E-cigarettes with nicotine outperform many stop-smoking aids

A major global review of smoking-cessation studies concludes that nicotine-containing e-cigarettes can improve quit rates more effectively than several other commonly used approaches, including nicotine patches and nicotine gum.

The key takeaway is comparative effectiveness: across the body of evidence, e-cigarettes that deliver nicotine appear to help more people quit successfully than alternative nicotine-replacement or cessation products. That matters because smoking remains a leading cause of preventable disease, and even incremental gains in quitting translate into large public-health benefits.

What this means for treatment choices

  • The findings support nicotine vaping as a potentially high-yield option within broader quit-smoking strategies.
  • Nicotine patches and gum are still widely used, but the review suggests their performance is generally lower than nicotine vaping for achieving abstinence.

Why the result matters now

Smokers often face trial-and-error when trying to quit, and clinician recommendations can vary depending on what evidence best supports each option.
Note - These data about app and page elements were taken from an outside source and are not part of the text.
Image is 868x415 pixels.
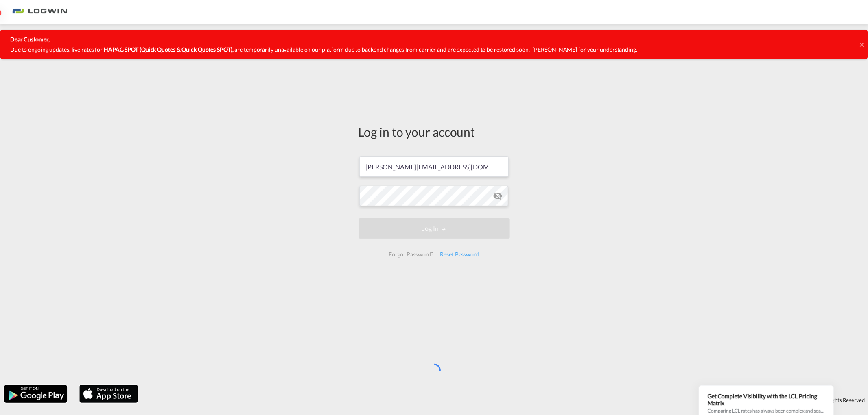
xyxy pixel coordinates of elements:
input: Enter email/phone number [359,156,509,177]
div: Forgot Password? [386,247,437,262]
div: Reset Password [437,247,482,262]
img: google.png [3,385,68,404]
img: apple.png [79,385,139,404]
img: 2761ae10d95411efa20a1f5e0282d2d7.png [12,3,67,22]
button: LOGIN [358,219,510,239]
md-icon: icon-eye-off [493,191,503,201]
div: Copyright © . All Rights Reserved [142,393,868,407]
div: Log in to your account [358,123,510,140]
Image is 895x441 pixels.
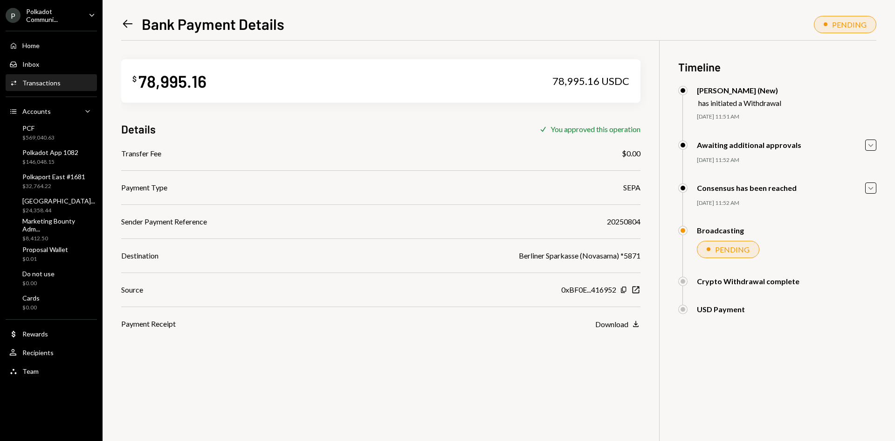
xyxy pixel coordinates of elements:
[121,216,207,227] div: Sender Payment Reference
[121,182,167,193] div: Payment Type
[678,59,876,75] h3: Timeline
[22,348,54,356] div: Recipients
[6,325,97,342] a: Rewards
[561,284,616,295] div: 0xBF0E...416952
[121,121,156,137] h3: Details
[22,197,95,205] div: [GEOGRAPHIC_DATA]...
[22,79,61,87] div: Transactions
[121,284,143,295] div: Source
[697,183,797,192] div: Consensus has been reached
[6,145,97,168] a: Polkadot App 1082$146,048.15
[6,8,21,23] div: P
[22,330,48,337] div: Rewards
[22,269,55,277] div: Do not use
[22,294,40,302] div: Cards
[22,217,93,233] div: Marketing Bounty Adm...
[595,319,641,329] button: Download
[697,140,801,149] div: Awaiting additional approvals
[697,113,876,121] div: [DATE] 11:51 AM
[22,207,95,214] div: $24,358.44
[121,148,161,159] div: Transfer Fee
[121,318,176,329] div: Payment Receipt
[697,156,876,164] div: [DATE] 11:52 AM
[26,7,81,23] div: Polkadot Communi...
[22,172,85,180] div: Polkaport East #1681
[623,182,641,193] div: SEPA
[715,245,750,254] div: PENDING
[142,14,284,33] h1: Bank Payment Details
[6,74,97,91] a: Transactions
[22,148,78,156] div: Polkadot App 1082
[22,182,85,190] div: $32,764.22
[697,304,745,313] div: USD Payment
[6,242,97,265] a: Proposal Wallet$0.01
[22,234,93,242] div: $8,412.50
[551,124,641,133] div: You approved this operation
[832,20,867,29] div: PENDING
[697,276,799,285] div: Crypto Withdrawal complete
[22,41,40,49] div: Home
[22,303,40,311] div: $0.00
[22,279,55,287] div: $0.00
[6,103,97,119] a: Accounts
[138,70,207,91] div: 78,995.16
[6,37,97,54] a: Home
[6,344,97,360] a: Recipients
[595,319,628,328] div: Download
[622,148,641,159] div: $0.00
[6,170,97,192] a: Polkaport East #1681$32,764.22
[519,250,641,261] div: Berliner Sparkasse (Novasama) *5871
[22,60,39,68] div: Inbox
[22,367,39,375] div: Team
[22,245,68,253] div: Proposal Wallet
[552,75,629,88] div: 78,995.16 USDC
[22,134,55,142] div: $569,040.63
[6,55,97,72] a: Inbox
[6,218,97,241] a: Marketing Bounty Adm...$8,412.50
[6,194,99,216] a: [GEOGRAPHIC_DATA]...$24,358.44
[22,124,55,132] div: PCF
[22,107,51,115] div: Accounts
[697,86,781,95] div: [PERSON_NAME] (New)
[6,291,97,313] a: Cards$0.00
[697,226,744,234] div: Broadcasting
[6,267,97,289] a: Do not use$0.00
[698,98,781,107] div: has initiated a Withdrawal
[132,74,137,83] div: $
[6,121,97,144] a: PCF$569,040.63
[697,199,876,207] div: [DATE] 11:52 AM
[6,362,97,379] a: Team
[607,216,641,227] div: 20250804
[22,158,78,166] div: $146,048.15
[22,255,68,263] div: $0.01
[121,250,158,261] div: Destination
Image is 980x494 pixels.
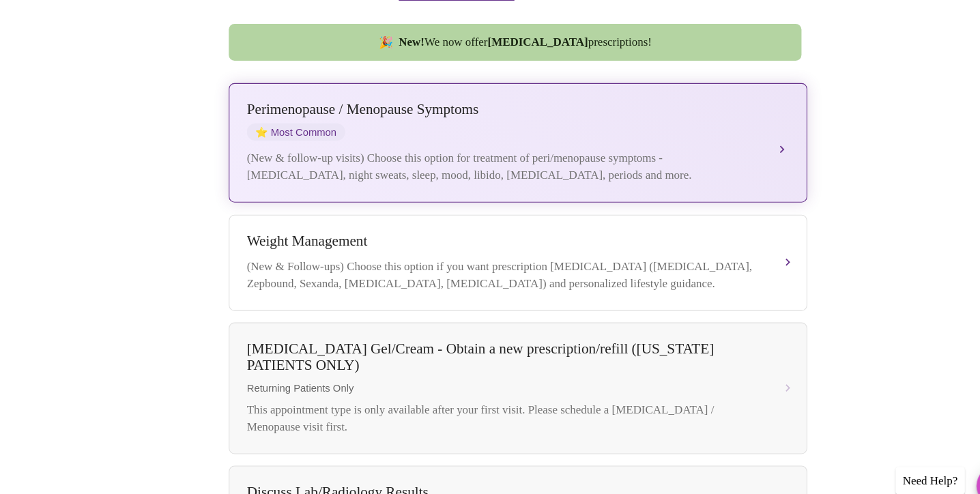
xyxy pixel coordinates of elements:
button: Messages [925,439,963,478]
div: (New & Follow-ups) Choose this option if you want prescription [MEDICAL_DATA] ([MEDICAL_DATA], Ze... [237,243,721,276]
div: Discuss Lab/Radiology Results [237,456,721,472]
div: [MEDICAL_DATA] Gel/Cream - Obtain a new prescription/refill ([US_STATE] PATIENTS ONLY) [237,322,721,353]
span: star [245,119,256,131]
button: Weight Management(New & Follow-ups) Choose this option if you want prescription [MEDICAL_DATA] ([... [220,202,766,293]
strong: [MEDICAL_DATA] [464,33,559,45]
div: Need Help? [849,441,914,467]
span: Returning Patients Only [237,480,721,492]
span: new [361,33,375,47]
div: Weight Management [237,220,721,235]
div: This appointment type is only available after your first visit. Please schedule a [MEDICAL_DATA] ... [237,379,721,411]
span: Most Common [237,117,330,133]
div: (New & follow-up visits) Choose this option for treatment of peri/menopause symptoms - [MEDICAL_D... [237,141,721,174]
button: Perimenopause / Menopause SymptomsstarMost Common(New & follow-up visits) Choose this option for ... [220,78,766,191]
span: We now offer prescriptions! [380,33,619,46]
span: Returning Patients Only [237,361,721,372]
div: Perimenopause / Menopause Symptoms [237,96,721,111]
button: [MEDICAL_DATA] Gel/Cream - Obtain a new prescription/refill ([US_STATE] PATIENTS ONLY)Returning P... [220,305,766,429]
strong: New! [380,33,405,45]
A large review that synthesizes research across countries helps standardize what “works” and can influence guidelines, counseling, and product choice.

Still, the review’s main practical value for readers is straightforward: if a smoker is choosing among nicotine-delivery tools for quitting, nicotine e-cigarettes are among the best-supported options in the evidence base summarized by this review.

For people considering quitting, the most important next step is to talk with a healthcare professional or cessation service about a plan that fits their smoking patterns, previous quit attempts, and health conditions.